The symptoms that get ignored
The symptoms of Type 1.5 are not subtle, in hindsight. But they’re easy to explain away in real time, which is exactly what Bass did for years. People with high blood glucose levels typically experience fatigue, feeling thirsty, drinking a lot of water, and urinating more than usual. Sometimes they experience blurry vision and weight loss in severe forms.And that’s not all. Tingling in the hands or feet, itchy dry skin, weakness that doesn’t respond to sleep, these all show up too. The problem isn’t that the symptoms are invisible. It’s that they look like the symptoms of a hundred other things. Dehydration. Stress. Aging. A bad week. And so people,smart, health-conscious people like Bass,keep explaining them away until something forces a deeper look.
The misdiagnosis problem is bigger than you think
Bass is not an outlier. A recent study suggests that as many as 14 percent of people diagnosed with Type 2 diabetes may actually have LADA. The fix isn’t complicated.
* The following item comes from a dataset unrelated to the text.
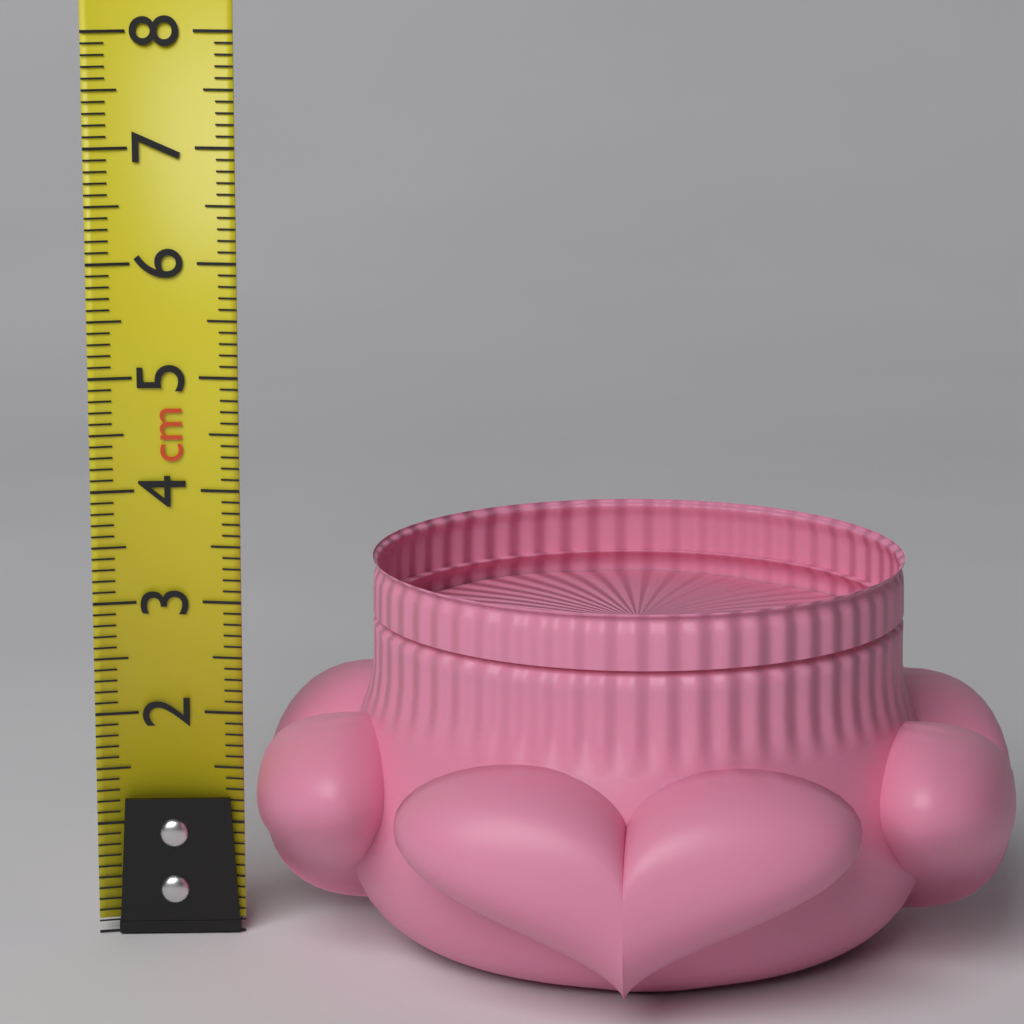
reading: 3.4 cm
C-peptide levels can guide the diagnosis and treatment of LADA, and checking for autoimmune antibodies is how LADA is confirmed. But those tests don’t get ordered if nobody suspects LADA in the first place.Distinguishing between LADA and Type 2 diabetes is crucial, as treatment strategies differ and effective management helps prevent complications. Getting the wrong treatment doesn’t just delay recovery, it can actively make things worse.
What comes next
There’s no reversing LADA. Insulin is used to manage it, and it cannot be reversed. “It was a whole different ball game,” Bass says. But since his correct diagnosis, he’s been vocal about it. Bass has been raising awareness of Type 1.5 on social media, saying, “I know there are millions of people going through this with their doctor where their doctor just didn’t realize.”